Schrage knew there had to be a change. Together with other local parents, he now serves on the board of directors of the new Conejo Jewish Day School. Slated to open in September, the school will serve children in grades K-3 with a combination of secular studies, Hebrew language arts and Torah studies. The school will be held on the site used by Camp Kinneret, a former Jewish camp in Agoura now owned by Gateway Church. According to administrators, the plan is to keep class size to 10 students, with one class per grade, depending on demand; already 23 children have enrolled for the 2001-2002 academic year.

Although associated with Chabad of the Conejo, Rabbi Menachem Weiss, the school’s principal, makes it clear the new school is not "a Chabad school." He points out that the school’s advisory board includes a wide variety of community leaders, such as Rabbi Yaacov Vann of the Calabasas Shul; Risa Munitz Gruberger, associate director of the Whizin Institute for Jewish Family Life at the University of Judaism; and famed radio talk show host Dennis Prager.

"There are approximately 50 children from Calabasas and Agoura who commute at least 40 minutes to school. So that spurred [the board] on, coupled with the desire to create a school sensitive to the needs of families here," Weiss said.

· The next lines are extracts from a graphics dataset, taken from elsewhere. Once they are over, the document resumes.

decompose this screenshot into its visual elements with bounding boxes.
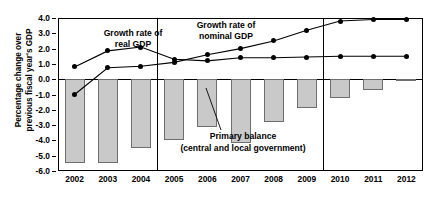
y-tick-mark [52, 33, 56, 34]
y-tick-label: 0.0 [24, 74, 50, 84]
x-tick-label-2007: 2007 [224, 174, 258, 185]
y-tick-mark [52, 125, 56, 126]
x-tick-label-2004: 2004 [124, 174, 158, 185]
y-tick-mark [52, 95, 56, 96]
plot-area: Growth rate of real GDP Growth rate of n… [58, 18, 423, 171]
y-tick-mark [52, 171, 56, 172]
y-tick-mark [52, 18, 56, 19]
y-tick-mark [52, 64, 56, 65]
y-tick-label: -5.0 [24, 151, 50, 161]
y-axis-title-line1: Percentage change over [13, 33, 24, 128]
x-tick-label-2009: 2009 [290, 174, 324, 185]
x-tick-label-2012: 2012 [389, 174, 423, 185]
y-tick-label: 2.0 [24, 44, 50, 54]
x-tick-label-2008: 2008 [257, 174, 291, 185]
x-tick-label-2011: 2011 [356, 174, 390, 185]
y-tick-label: -1.0 [24, 90, 50, 100]
y-tick-mark [52, 156, 56, 157]
y-tick-label: -4.0 [24, 135, 50, 145]
y-tick-label: 4.0 [24, 13, 50, 23]
y-tick-label: -2.0 [24, 105, 50, 115]
y-tick-mark [52, 140, 56, 141]
chart-figure: Percentage change over previous fiscal y… [0, 0, 431, 197]
y-tick-label: -6.0 [24, 166, 50, 176]
y-tick-mark [52, 49, 56, 50]
y-tick-mark [52, 110, 56, 111]
y-tick-mark [52, 79, 56, 80]
y-tick-label: 1.0 [24, 59, 50, 69]
x-tick-label-2002: 2002 [58, 174, 92, 185]
x-tick-label-2005: 2005 [157, 174, 191, 185]
x-tick-label-2003: 2003 [91, 174, 125, 185]
y-tick-label: 3.0 [24, 28, 50, 38]
x-tick-label-2010: 2010 [323, 174, 357, 185]
y-tick-label: -3.0 [24, 120, 50, 130]
x-tick-label-2006: 2006 [190, 174, 224, 185]
primary-balance-leader-line [58, 18, 423, 171]
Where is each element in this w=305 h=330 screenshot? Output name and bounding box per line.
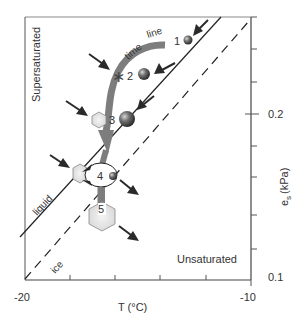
stage-3-ice-crystal-icon (92, 112, 106, 128)
stage-2: ∗ 2 (112, 67, 150, 86)
arrow-to-stage-3-crystal-icon (66, 101, 88, 116)
bergeron-process-diagram: -20 -10 T (°C) 0.2 0.1 es(kPa) Supersatu… (0, 0, 305, 330)
line-label-group: line (145, 24, 164, 39)
stage-5-number: 5 (98, 203, 104, 215)
ice-label: ice (48, 258, 65, 275)
liquid-label: liquid (30, 193, 54, 218)
y-axis-title-sub: s (284, 196, 293, 200)
ice-label-group: ice (48, 258, 65, 275)
y-tick-label-0-1: 0.1 (268, 271, 283, 283)
stage-1-number: 1 (174, 35, 180, 47)
y-axis-title: es(kPa) (278, 168, 293, 206)
stage-3-droplet-icon (119, 111, 135, 127)
stage-2-droplet-icon (138, 68, 150, 80)
supersaturated-label-group: Supersaturated (30, 27, 42, 102)
arrow-to-stage-3-droplet-icon (137, 96, 154, 110)
stage-4-droplet-icon (109, 172, 117, 180)
stage-3: 3 (92, 111, 135, 128)
line-label: line (145, 24, 164, 39)
arrow-from-stage-5-icon (119, 226, 139, 241)
stage-1: 1 (174, 35, 193, 47)
stage-3-number: 3 (109, 114, 115, 126)
stage-1-droplet-icon (184, 36, 193, 45)
svg-text:es(kPa): es(kPa) (278, 168, 293, 206)
x-tick-label-max: -10 (240, 291, 256, 303)
unsaturated-label: Unsaturated (177, 253, 237, 265)
stage-4-number: 4 (97, 170, 103, 182)
arrow-to-stage-4-crystal-icon (50, 155, 70, 168)
x-tick-label-min: -20 (14, 291, 30, 303)
arrow-from-stage-4-icon (120, 180, 139, 195)
y-tick-label-0-2: 0.2 (268, 108, 283, 120)
x-axis-title: T (°C) (118, 301, 147, 313)
arrow-to-stage-2-icon (154, 63, 175, 74)
ice-nucleus-asterisk-icon: ∗ (112, 67, 125, 86)
y-axis-ticks (245, 17, 259, 249)
stage-5: 5 (89, 202, 115, 231)
arrow-to-asterisk-icon (89, 54, 110, 70)
supersaturated-label: Supersaturated (30, 27, 42, 102)
stage-2-number: 2 (127, 70, 133, 82)
liquid-label-group: liquid (30, 193, 54, 218)
y-axis-title-unit: (kPa) (278, 168, 290, 194)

"We want to strike a balance that on the one hand stays true to a very rigorous Torah education and at the same time serves families who want their children to get that kind of education without being made to feel ‘less than’ because their families are not observant," Weiss said. "We want to be welcoming and accepting of families that are not necessarily Orthodox."

To that end, Weiss is planning an adult-education series to run in tandem with the children’s program.

"Once or twice a month we will offer a class in the evening that will be on topics the children are also learning in school, so we can all learn together," he said. "We really see the parents as partners in the education of their children, not just bystanders."

Prager said he was pleased to be involved with setting up the school and hopes it will attract local Jewish families who are currently sending their children to public schools.

"Today many of us parents are at war with the surrounding environment, in trying to instill good values in our children and to protect their innocence," he said. "I have spoken to hundreds of thousands of Jews in the course of 30 years in Jewish life. Not one has ever said to me that he or she regretted having a Jewish education. On the other hand, I have encountered innumerable Jews who deeply regret not having had one."

Schrage and other board members hold a similar view.

While all of Schrage’s children are past the age of enrollment, he believes that establishing the school is an essential next step in the Conejo Jewish community’s development.

"I firmly believe that in order for this community to survive, we need a day school," Schrage said. "Because after the day school comes the pizzeria and the kosher restaurants and so on…. Everything else will flow beautifully after this."